Meet the leaders. Learn the business. Build their solutions alongside them. Train their team to keep going. This is what an embedded AI residency looks like.

Overview

Built for a venture-backed B2B SaaS company. A VP introduced me to the CEO by email on a Monday morning. By that afternoon we had an engagement. Nine days later I ran a company-wide AI townhall for around sixty people. A month after that, their team was building with AI on its own. The engagement is anonymized under NDA. The methodology is the point, and it repeats.

Context

Venture-Backed B2B SaaS

Intro to Townhall

~10 Days

Format

Embedded Residency

Outcome

A Team That Ships Solo

Meet the Leaders

The intro hit my inbox on a Monday morning. The CEO had already studied my site, and we were on a call by noon. The advisor engagement was set the same day. He wanted an AI-first operating posture across the company, not a tool demo.

So I started by listening. Week one was a top-to-bottom listening sprint, a working session with every key leader across the org before I built a single thing. The same afternoon the engagement closed, I stood up a source-cited knowledgebase on the company so every session after it ran fluent in their business, their market, and their goals.

Take Their Notes

I did not arrive with a deck of generic AI ideas. Every tool I built traced back to a specific priority a specific leader named on a call. The roadmap was theirs. My job was to turn what they already knew they needed into working software, faster than they expected.

Build Their Solutions

From those notes I built real working tools, not props. A one-command finance consolidator that turns scattered revenue exports into a board-ready forecast. A ninety-second personalizer that turns an anonymous website visitor into a researched outreach package. Each one answered a named problem for a named role.

The townhall deck went through eight versions in nine days. Then on Friday morning I ran four of those tools live, end to end, in a single hour, to around sixty people.

Train Their Team

The tools were never the product. The capability was. Before the team arrived, I built a personalized onboarding path, a shared curriculum plus one tailored challenge per person drawn from that person's own priorities.
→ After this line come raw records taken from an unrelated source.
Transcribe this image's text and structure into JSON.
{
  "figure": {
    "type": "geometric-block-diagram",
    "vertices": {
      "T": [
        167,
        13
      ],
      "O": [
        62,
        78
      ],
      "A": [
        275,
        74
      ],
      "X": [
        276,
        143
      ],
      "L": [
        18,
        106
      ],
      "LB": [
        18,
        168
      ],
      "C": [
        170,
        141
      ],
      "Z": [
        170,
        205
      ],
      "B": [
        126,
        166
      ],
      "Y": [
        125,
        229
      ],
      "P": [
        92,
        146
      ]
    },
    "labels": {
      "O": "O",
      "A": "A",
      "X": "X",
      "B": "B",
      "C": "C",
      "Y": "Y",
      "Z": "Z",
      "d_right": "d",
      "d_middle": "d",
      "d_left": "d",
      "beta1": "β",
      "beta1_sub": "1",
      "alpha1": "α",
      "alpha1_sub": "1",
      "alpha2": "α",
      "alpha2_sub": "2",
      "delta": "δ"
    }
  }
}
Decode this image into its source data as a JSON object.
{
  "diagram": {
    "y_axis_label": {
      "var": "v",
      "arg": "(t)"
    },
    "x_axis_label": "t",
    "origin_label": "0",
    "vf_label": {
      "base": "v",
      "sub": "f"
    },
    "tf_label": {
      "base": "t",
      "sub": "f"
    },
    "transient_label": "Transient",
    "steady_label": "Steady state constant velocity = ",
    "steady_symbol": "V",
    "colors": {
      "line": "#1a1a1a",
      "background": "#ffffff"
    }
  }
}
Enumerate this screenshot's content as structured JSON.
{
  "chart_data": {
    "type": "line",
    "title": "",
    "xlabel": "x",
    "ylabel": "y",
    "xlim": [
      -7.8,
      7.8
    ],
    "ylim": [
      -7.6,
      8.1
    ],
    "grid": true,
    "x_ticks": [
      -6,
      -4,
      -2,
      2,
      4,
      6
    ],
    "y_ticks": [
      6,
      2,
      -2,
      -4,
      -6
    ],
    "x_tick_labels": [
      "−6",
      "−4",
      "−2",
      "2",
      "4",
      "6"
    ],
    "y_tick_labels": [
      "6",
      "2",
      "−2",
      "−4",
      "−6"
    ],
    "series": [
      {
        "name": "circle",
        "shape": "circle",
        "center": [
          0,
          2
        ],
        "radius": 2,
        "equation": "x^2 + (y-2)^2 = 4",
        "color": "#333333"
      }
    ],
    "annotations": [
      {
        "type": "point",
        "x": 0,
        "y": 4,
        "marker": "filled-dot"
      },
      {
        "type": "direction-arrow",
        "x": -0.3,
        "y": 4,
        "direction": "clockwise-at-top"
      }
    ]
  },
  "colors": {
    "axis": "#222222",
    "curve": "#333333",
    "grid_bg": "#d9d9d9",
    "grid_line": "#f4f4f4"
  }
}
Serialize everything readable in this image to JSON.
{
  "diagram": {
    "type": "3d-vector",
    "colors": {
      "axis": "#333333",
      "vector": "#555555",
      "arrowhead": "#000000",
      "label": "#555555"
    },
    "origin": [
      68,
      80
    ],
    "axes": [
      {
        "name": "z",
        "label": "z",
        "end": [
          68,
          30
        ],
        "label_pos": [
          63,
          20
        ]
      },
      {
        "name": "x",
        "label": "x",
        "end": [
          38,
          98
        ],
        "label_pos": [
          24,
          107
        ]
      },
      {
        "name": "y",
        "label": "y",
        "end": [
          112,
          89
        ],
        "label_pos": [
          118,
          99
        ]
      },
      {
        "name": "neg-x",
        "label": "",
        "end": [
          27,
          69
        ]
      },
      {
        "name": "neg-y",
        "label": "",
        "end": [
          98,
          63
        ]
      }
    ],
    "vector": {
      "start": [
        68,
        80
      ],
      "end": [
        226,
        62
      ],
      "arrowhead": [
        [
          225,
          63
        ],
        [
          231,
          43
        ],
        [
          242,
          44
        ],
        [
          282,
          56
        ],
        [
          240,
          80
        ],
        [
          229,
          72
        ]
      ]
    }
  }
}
It worked. By the end of the first week, a member of their team who had never opened a terminal had shipped her own working tool. That is the entire point of a residency. Not my output, but their people building.

That curriculum is open and reusable, with a pocket field manual to go with it.

Leave Something That Lasts

The best proof came after the townhall, and quietly. Inbound interest followed the work. Team members kept building on their own. Leadership adopted the approach and ran with it.

That shape repeated cleanly enough to name. Meet the leaders, build alongside the team, leave people who ship on their own. I productized it as the Forward Deployed Engineers Guild. The product of a residency is a team that keeps shipping long after the consultant logs off.

Let's Connect

I build working AI tools for businesses, and I teach teams to build them too. If you want your people shipping with AI instead of waiting on a vendor, let's talk.